Still another concern involves the interpretation of marginal illuminations. At the base of folio 43v of The Romance of Alexander a woman is depicted holding a hawk. Next to her are two monkeys on stilts. On f. 81v a hare is shown shooting an arrow at a boy and then carrying the trussed boy off. Are the illustrations of ladies hawking accurate or satiric? Two of the scenes of ladies hunting in The Taymouth Hours give one pause. F. 77v depicts an unaccompanied woman on foot killing a boar with a spear; f. 83v shows four unaccompanied women--no huntsmen, no dogs--dismembering a stag. Are these realistic, exaggerated, or possibly symbolic? Virginia Sekules writes of the series, "The pictures may have been intended to be funny, in the 'world turned upside-down' tradition. More likely, however, they are allegorical, and allude to another kind of hunting altogether, that of men by women and vice versa" (Age of Chivalry, 47). Certainly possibly relevant images should be identified and noted, as Almond has done, but I believe correct interpretation of their significance depends on documentary evidence.
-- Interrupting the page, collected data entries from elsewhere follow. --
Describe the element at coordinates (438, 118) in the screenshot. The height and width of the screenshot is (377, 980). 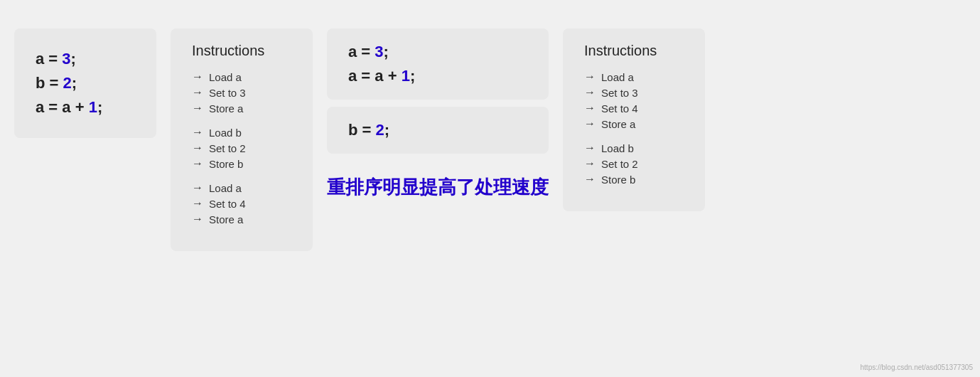
I see `middle-section: a = 3; a = a + 1; b = 2; 重排序明显提高了处理速度` at that location.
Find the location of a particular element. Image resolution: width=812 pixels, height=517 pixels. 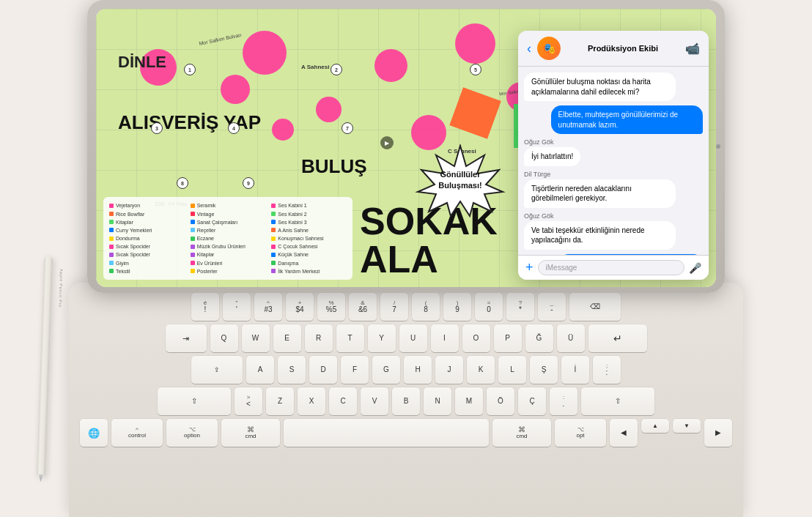

key-i: I is located at coordinates (445, 338).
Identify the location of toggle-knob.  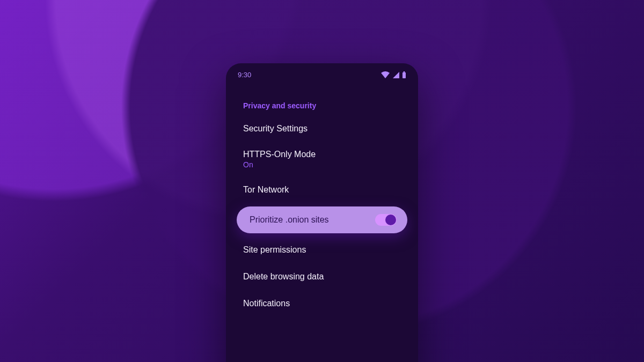
(391, 220).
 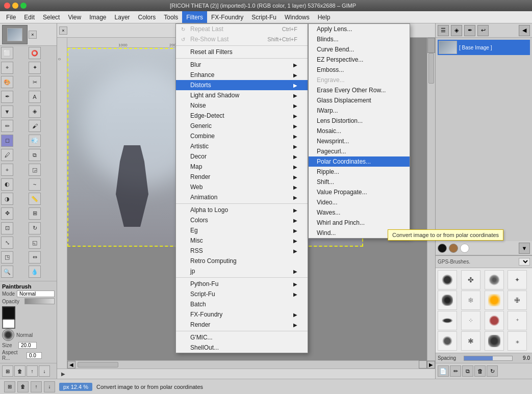 What do you see at coordinates (264, 17) in the screenshot?
I see `menu-script-fu: Script-Fu` at bounding box center [264, 17].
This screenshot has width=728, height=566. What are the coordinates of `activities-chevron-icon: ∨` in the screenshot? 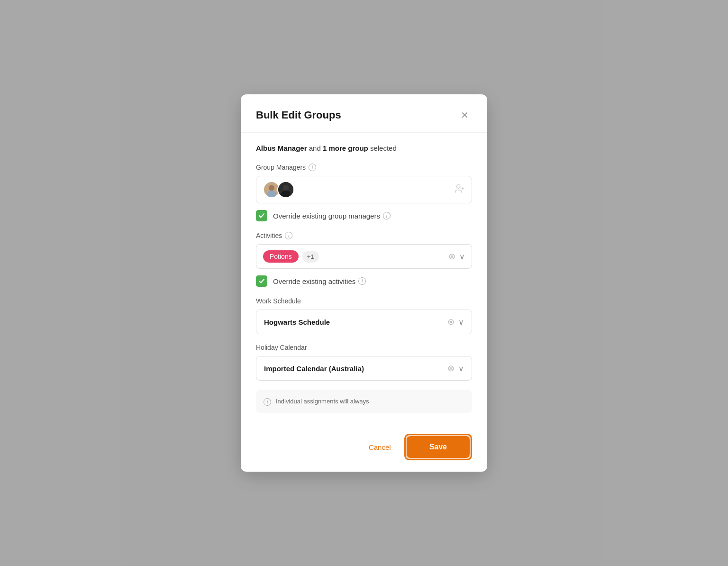 It's located at (462, 257).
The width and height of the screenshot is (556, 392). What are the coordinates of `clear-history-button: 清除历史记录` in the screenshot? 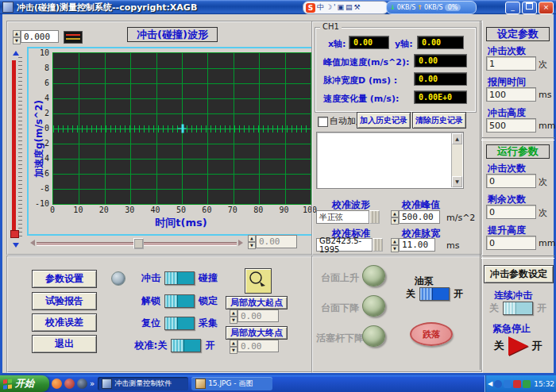 It's located at (439, 121).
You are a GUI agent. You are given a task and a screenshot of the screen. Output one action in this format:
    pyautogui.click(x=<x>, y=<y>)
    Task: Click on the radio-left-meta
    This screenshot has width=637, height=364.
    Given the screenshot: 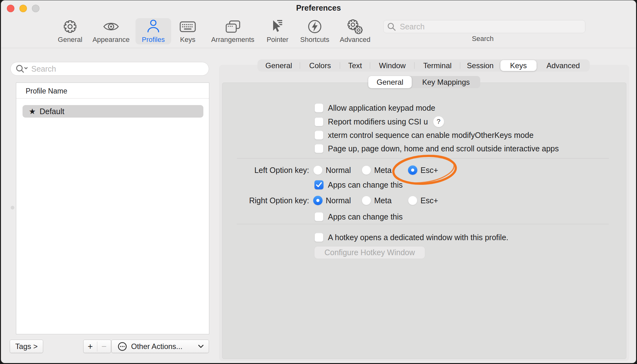 What is the action you would take?
    pyautogui.click(x=366, y=170)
There is enough such evidence to show that some upper-class women actively took part in hunting. But what did they actually do? No doubt some rode with the hunt and were present at the dismemberment, but did they kill game, and if so was this usual or occasional? One can get a sense of male attitudes and perhaps of frequency of women's hunting from the English public records. The thirteenth-century English kings were generous in their gifts of deer. John, Henry III, and Edward I gave away more than 25,000 deer to over 1300 people from many different social groups. Roughly 10% of the deer were given to women, who represented 13% of the recipients. A further mark of favor was to allow a recipient to take gifted deer in a royal forest or park. Only 131 of such grants were made, of which only 4 (3%) were to women. In one case the deer were to be taken by the woman's husband; in another by her men; and in a third case, that of Beatrice de la Roche in 1293, the keeper of the park of Freemauntel was ordered "to aid and counsel" Beatrice in taking three does. Only Amice Ripariis was allowed to take the king's deer without male surrogates or supervision. Similarly, all three cases cited of women charged for poaching involved a single woman in the company of men (81). I infer from these examples that even upper-class women's participation in hunting was significantly more circumscribed, at least for the thirteenth century, than Almond suggests. Perhaps some lower-class women did hunt, but Almond has not provided sufficient evidence to conclude this.

Richard Almond has effectively presented positive arguments for women's participation in hunting and his views are worth considering. Whether one agrees with them or not depends on one's conception of historical evidence.